Book Review: The Artists House by Kirsty Bell
The Artist’s House by Kirsty Bell
Publisher: Sternberg
Year: 2013
Softcover
Edition: First
Buy: £29 + shipping
Inside the Homes of Louise Bourgeois, Gabriel Orozco, and 18 Other Contemporary Artists
On the subject of the home as a workplace, art critic Kirsty Bell suggests that for the artist, the freelancer, and the homemaker as well, “there isn’t a true division of when our work day ends and our evening of relaxation begins.” She explains, “that’s because we’re all constantly available and communicating. That’s very new and radical!”
Inspired by this idea, and, supported by a grant from the Warhol Foundation, Kirsty set out on a three year task to explore the relationship of the live/work space and how it affects the lives and works of 20 contemporary artists in the United States, Mexico, the UK, Poland, Germany, France, and the Netherlands.
She chose artists whose work she admired and consciously focused on, no matter how talented, just how visually ordinary most of their homes were, and how these spaces are a birthplace for new ideas as well as nurseries for the subsequent creations.
Through photographs and site visits she examines and documents how the coexistence of work space and living space affect the artist and the creative process.
When she told her colleagues about the book, she confesses “they all kind of assumed it would be a glossy, coffee-table picture book of trophy homes of successful male artists. But that,” Bell says, “wasn’t what I wanted to do at all.”
In-depth analyses of these contemporary examples—including Jorge Pardo, Mirosław Bałka, Danh Vo, Gregor Schneider, Frances Stark, Marc Camille Chaimowicz, Dominique Gonzalez-Foerster, Paweł Althamer, Mark Leckey, Monika Sosnowska, Gabriel Orozco, Rirkrit Tiravanija, and Andrea Zittel—are contextualized by key artists of the twentieth century such as Kurt Schwitters, Alice Neel, Edward Krasiński, Carlo Mollino, and Louise Bourgeois.
In seeking a way to best illustrate the work aspect vs the domestic one, Bell divided the 20 homes she visited into five distinctive chapters. Each chapter, dedicated to, a different physical aspect of the dwelling:
Unmade Beds: Dwelling and Dreamspace
The Kitchen Table: The House as Workshop
Doors and Windows: Toward a Total Interior
Outside Walls: The House as Sculpture
Leaving Home: From House to Exhibition
Bell, explains, “I was looking for a way to articulate the working relationship with the domestic structure,” she says. “The chapters bring you from the very intimate heart of the house [“Unmade Beds”] out into the working practice [“Leaving Home”]. You end up seeing it from a distance, on the outside.”
Kirsty Bell studied art history at Cambridge University before pursuing her interest in contemporary art as an exhibitions assistant at Anthony d’Offay Gallery in London. She has developed close working relationships with artists through her work as an artist’s assistant, as an independent curator, and as gallery director of Gavin Brown’s enterprise in New York. Since arriving in Berlin in 2001, her art criticism—published in such magazines as frieze (of which she is a contributing editor), Mousse, Afterall, Art Agenda,and Art Review, as well as in numerous exhibition catalogues—has focused on the young art community in Berlin.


_PROBLEM STATEMENT_.
If a line in the records below includes the word "with", count it, then give the total and nothing else.
====== MATERIAL PROVIDED ======
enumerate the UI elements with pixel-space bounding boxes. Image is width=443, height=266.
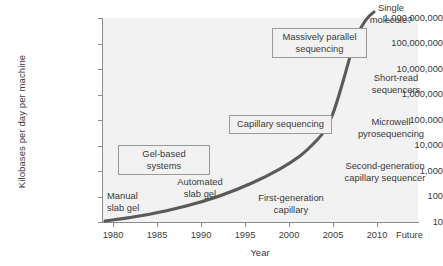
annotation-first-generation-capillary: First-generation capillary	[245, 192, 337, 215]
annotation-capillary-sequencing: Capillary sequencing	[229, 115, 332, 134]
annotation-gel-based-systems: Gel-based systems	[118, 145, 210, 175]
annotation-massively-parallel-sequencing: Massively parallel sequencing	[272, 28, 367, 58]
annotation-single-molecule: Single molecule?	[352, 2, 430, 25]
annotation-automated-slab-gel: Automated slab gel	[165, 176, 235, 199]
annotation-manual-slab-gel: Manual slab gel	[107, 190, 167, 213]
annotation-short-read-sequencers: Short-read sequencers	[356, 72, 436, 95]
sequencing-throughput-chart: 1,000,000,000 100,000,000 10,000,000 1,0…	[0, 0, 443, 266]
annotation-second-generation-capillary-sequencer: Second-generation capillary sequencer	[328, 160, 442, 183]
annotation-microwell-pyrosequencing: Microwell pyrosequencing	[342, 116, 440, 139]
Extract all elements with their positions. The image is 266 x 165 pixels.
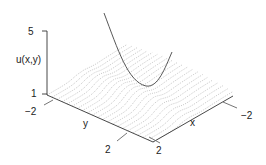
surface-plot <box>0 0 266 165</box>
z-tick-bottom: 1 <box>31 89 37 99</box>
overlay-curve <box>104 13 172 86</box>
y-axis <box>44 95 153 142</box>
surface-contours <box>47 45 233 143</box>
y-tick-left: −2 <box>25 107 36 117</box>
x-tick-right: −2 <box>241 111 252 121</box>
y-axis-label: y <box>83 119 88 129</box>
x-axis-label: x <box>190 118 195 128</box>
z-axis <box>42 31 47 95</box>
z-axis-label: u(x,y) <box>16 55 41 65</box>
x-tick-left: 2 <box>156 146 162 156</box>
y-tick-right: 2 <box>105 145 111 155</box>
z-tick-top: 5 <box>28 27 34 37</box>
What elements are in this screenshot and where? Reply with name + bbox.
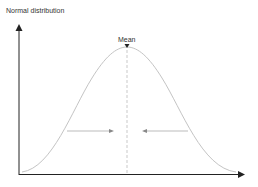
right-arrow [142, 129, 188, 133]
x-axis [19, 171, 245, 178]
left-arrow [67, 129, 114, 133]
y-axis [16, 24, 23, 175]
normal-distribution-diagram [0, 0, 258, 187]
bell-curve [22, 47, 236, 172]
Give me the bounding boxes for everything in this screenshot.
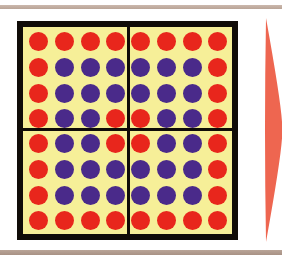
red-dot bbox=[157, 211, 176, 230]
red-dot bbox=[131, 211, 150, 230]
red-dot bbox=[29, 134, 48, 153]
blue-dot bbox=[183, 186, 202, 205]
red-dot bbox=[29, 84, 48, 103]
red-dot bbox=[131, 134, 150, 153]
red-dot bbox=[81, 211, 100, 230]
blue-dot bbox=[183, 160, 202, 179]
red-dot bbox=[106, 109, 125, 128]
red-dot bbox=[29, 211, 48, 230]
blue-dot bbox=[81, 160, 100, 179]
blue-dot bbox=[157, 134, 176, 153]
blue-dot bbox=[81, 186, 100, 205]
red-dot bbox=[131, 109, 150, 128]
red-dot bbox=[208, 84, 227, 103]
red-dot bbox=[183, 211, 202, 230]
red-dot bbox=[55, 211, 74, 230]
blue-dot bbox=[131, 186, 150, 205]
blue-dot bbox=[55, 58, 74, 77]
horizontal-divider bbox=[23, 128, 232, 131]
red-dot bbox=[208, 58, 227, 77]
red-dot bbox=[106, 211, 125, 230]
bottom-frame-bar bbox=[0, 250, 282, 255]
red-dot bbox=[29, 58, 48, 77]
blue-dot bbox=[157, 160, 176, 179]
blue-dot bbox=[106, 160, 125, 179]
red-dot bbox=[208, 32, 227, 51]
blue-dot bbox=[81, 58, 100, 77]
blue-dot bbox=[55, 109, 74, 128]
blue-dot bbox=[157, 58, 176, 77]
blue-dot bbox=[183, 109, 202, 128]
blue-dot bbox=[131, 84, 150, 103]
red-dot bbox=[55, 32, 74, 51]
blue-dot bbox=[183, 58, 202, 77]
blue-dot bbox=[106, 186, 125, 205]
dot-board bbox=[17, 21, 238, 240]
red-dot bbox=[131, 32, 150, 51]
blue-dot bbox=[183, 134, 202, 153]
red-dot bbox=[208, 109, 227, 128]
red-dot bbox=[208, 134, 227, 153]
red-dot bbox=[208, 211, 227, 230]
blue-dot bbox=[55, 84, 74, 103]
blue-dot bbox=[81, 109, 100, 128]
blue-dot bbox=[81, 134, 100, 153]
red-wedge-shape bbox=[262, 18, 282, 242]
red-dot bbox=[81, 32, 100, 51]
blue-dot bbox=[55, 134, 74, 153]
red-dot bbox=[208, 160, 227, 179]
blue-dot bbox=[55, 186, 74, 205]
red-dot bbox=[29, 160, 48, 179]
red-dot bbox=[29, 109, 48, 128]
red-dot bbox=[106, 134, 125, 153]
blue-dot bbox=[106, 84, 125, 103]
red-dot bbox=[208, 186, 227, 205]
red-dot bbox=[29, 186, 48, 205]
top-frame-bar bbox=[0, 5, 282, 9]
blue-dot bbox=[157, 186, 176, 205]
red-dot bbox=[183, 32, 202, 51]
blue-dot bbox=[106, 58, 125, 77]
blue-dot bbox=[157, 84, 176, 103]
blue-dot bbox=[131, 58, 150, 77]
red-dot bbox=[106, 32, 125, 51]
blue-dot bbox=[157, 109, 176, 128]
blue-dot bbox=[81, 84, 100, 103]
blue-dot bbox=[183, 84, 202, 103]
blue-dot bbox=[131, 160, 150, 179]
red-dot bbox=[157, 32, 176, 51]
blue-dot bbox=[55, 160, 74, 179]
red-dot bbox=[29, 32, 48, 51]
======
_YOUR SOLUTION_.
3